2. #Lesta: well, who are ya?
Kasabian
Attenborough brothers
Sue Townsend
Gary Lineker
John Merrick
Gok Wan
Joe Orton
Englebert
Humpberdinck
Showaddywaddy
And more…
3. Here’s us…
Twitter.com/leicester_news
Set up: July 2009
Followers: 11.9K and growing
Pros: great for real time
communications, breaking news and
quick information sharing
Cons: limited space, user numbers
are stagnating and there’s too much
noise
5. We need our social to…
1. Promote Leicester and our role in
the city.
2. Support local democracy.
3. Make our council business easier
to understand.
4. Encourage more people to use
our website and online services.
5. Support efforts to increase our
revenues.
6. Show and tell time…
Good:
now integral part of our
mar/comms mix
core corporate profiles
and key services well
managed
business critical real time
communications channel
awareness/engagement
levels keep increasing
offers real time insight
recognition by key staff.
Bad:
wider council efforts (x65
plus!) still not joined up
“I-want-one-too-i-tis”
condition widespread
no real strategic direction
and objectives
quality varies greatly
across profiles
staff still don’t get social –
even those using it.
7. Stuff we’re doing…
In headline terms:
setting a strategic direction
implementing a tactical action
plan
doing more of what works
review what we’re doing –
pinpoint good/bad and why
benchmarking our social
efforts
refine our assets/tactics to
support core business and
corporate priorities.
8. Such as…
Focusing on:
Q+A sessions with Executive Team,
councillors and key officers
attending high value events for real-
time coverage
embedding digital/social as lead
channel for corporate campaign activity
promoting our corporate social
profiles harder
audit/review process to monitor
outputs of service areas
guidelines/health checks/workshops.
17. Get it out there…
Remember:
• Sign post everywhere
• Hash tags
• Great content promotes itself
• Sharing content works too
• Re-use evergreen content
• Listen to conversations
• Don’t be shy - jump in on trends
• Cross promote all your profiles.
19. Keep those bean counters happy...
We keep asking ourselves:
• Can we JUSTIFY using social media?
• Can we ADD value?
• Do we KNOW our objectives and goals?
• Can we EVALUATE our impact online and
offline?
• Can we SHOW return on investment (ROI)?
26. Go on – say hello…
Digital Media Team
digitalmedia@leicester.gov.uk
Dave Doherty, Digital Media Manager
david.doherty@leicester.gov.uk
Ian Gallagher, Digital Media Officer
Ian.gallagher@leicester.gov.uk
Editor's Notes
Two types of negativity
Complaints or criticisms
Why weren’t my bins collected?
Trolls
Why are you just rubbish at everything?
Allow commenting on Facebook
Social media is all about interaction and conversations, if you disallow people from interacting with you then what’s the point of being on Facebook?
Complaints
Always direct service complaints to customer services, do not try and deal with them yourself.
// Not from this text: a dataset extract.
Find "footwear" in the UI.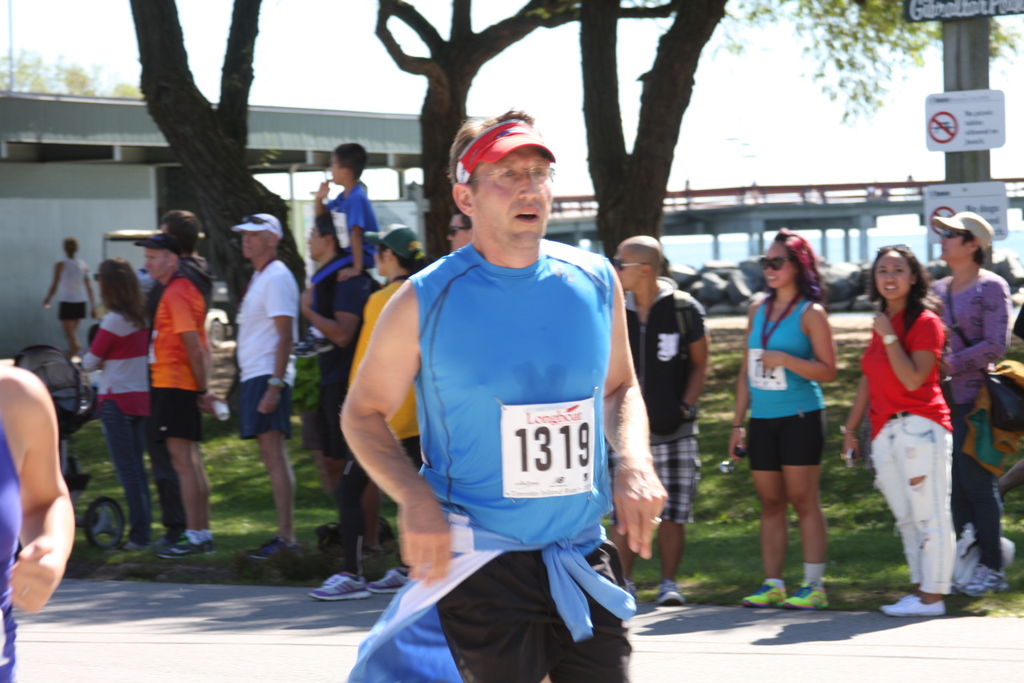
UI element at 111/542/138/551.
Some people try to force a quick response via social media when they have are already dealing with customer services –direct them to customer services.
Abusive comments
On Facebook we recommend deleting abusive comments and banning repeat offenders from your page.
On Twitter we recommend ignoring them, as the comments will not show up directly on your profile.
Two types of negativity
Complaints or criticisms
Why weren’t my bins collected?
Trolls
Why are you just rubbish at everything?
Allow commenting on Facebook
Social media is all about interaction and conversations, if you disallow people from interacting with you then what’s the point of being on Facebook?
Complaints
Always direct service complaints to customer services, do not try and deal with them yourself.
Some people try to force a quick response via social media when they have are already dealing with customer services –direct them to customer services.